The 2002 Coastwise Contract Negotiations

ILWU International President Jim Spinosa
June 27, 2002

Thanks you brothers and sisters. It’s a great turnout today. I can’t tell you how proud we are when we get together and show our solidarity, and we express it in a meaningful way, as we are doing here today.

In ports across the country, longshore workers and teamsters are standing together to demand waterfront justice, to demand that the shipping and stevedore companies negotiate a fair contract with the ILWU, that guarantees our healthcare benefits and our pensions, and to demand that they recognize the efforts of port truckers to unionize with teamsters.
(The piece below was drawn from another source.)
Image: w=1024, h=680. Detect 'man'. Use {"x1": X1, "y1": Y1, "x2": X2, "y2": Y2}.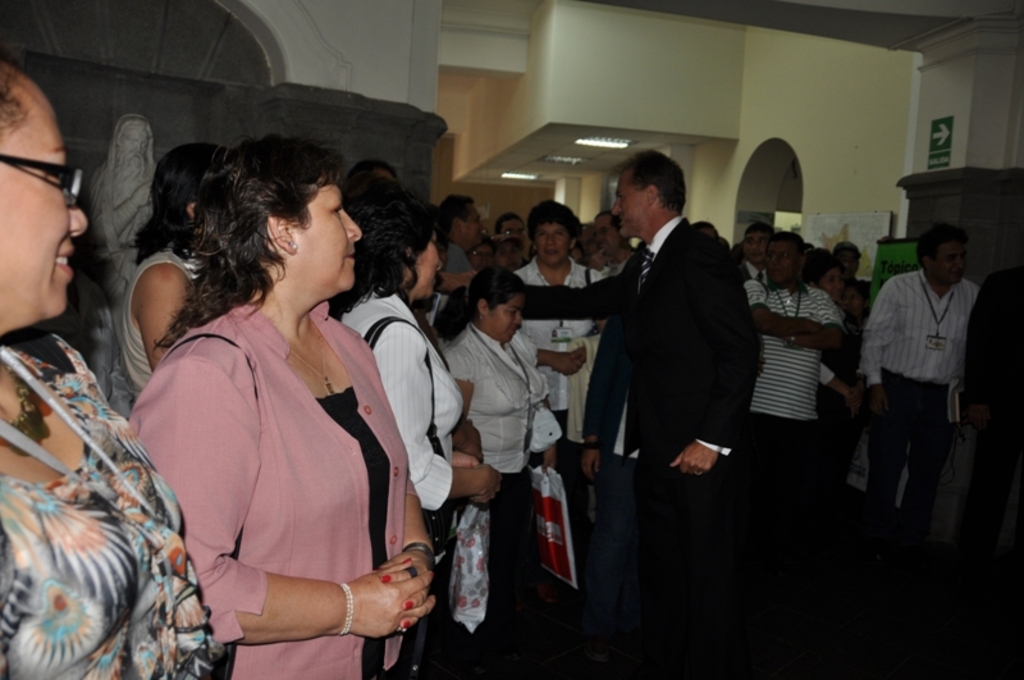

Here in Oakland, we also stand with SEIU 790, port workers whose contract also expires Monday, and who are also facing cutbacks and outsourcing. And we have with us today representatives from dockworkers unions around the world, pledging their support for our struggle. This is a great show of workers’ solidarity, it is the kind of solidarity we need all the time, but even more when we face difficult contract negotiations.

We know what they have in mind for us. We’ve seen it before, at other times in other places. First they try to separate the community from the union, planting stories in the media that the unions have special interests, interests separate and different from the community. Then they start to outsource our jobs to weaken our position, and then they try to pick us off one at a time.

But it’s not going to happen this time. This time the community is not going to fall for the bosses’ propaganda. And this time the unions are going to stick together. But this time there’s a new twist. Ever since 9/11, the government and the employers have been using the excuse of national security to attack workers and unions.

When we exercise our rights to collectively bargain new contracts, with better wages and conditions, when we enforce those rights by collectively withdrawing labour, then they claim we are unpatriotic. But these are legal rights. There’s nothing unpatriotic about American workers insisting on their rights under the American law.

Because of the effects of the 9/11 attacks, there’s a weakened economy, the government and the employers say that the economy is disrupted by labour disputes. By workers demanding our rights, they say we are aiding terrorists.

But the real measure of a prosperous economy is whether the workers have a good standard of living, whether we have health care, whether we live in communities with clean air, and good schools, and housing. We’re not the terrorists, and we’re not aiding the terrorist attacks.

We demand a share of the wealth we produce every day. Waterfront workers are facing these terrorist accusations, not just as we negotiate our contracts. There’s legislation in Congress right now, the Maritime and Port Security Act, that treats every port worker like a terrorist suspect. Everyone will have to pass an FBI background check, to be able to keep their job.

Many of the crimes listed in the legislation that will cause workers to lose their jobs, have nothing to do with terrorism, and there’s no reason to believe any port worker would blow up his job and the community.

But the government and the ILWU employers, who are mostly foreign shipping companies, are trying to say that the American workers, the same workers who produced the economic boom in the 1990’s and kept international trade moving, should now be viewed as the enemy.

At the same time, these foreign companies are fighting any legal requirements to examine the real security risk in our ports. The thousands of containers that arrive every day from overseas.

The employers don’t want to take the time to check those containers to see if they carry terrorists or terrorist bombs, because it would cost them money. There is no clearer example of what this national security game is really all about. Destroy American unions so that big business can make more profits.

We are here today to say we won’t stand for that. We demand real national security, the security of our jobs and livelihoods, the security of our healthcare for everyone, the security of our communities’ environment. And we will settle for nothing less.

Let us go in solidarity, let us tell the world and show the world that the dockers of America, the dockers and the labour of America and the world, stand together to show everyone that an injury to one, is clearly an injury to all.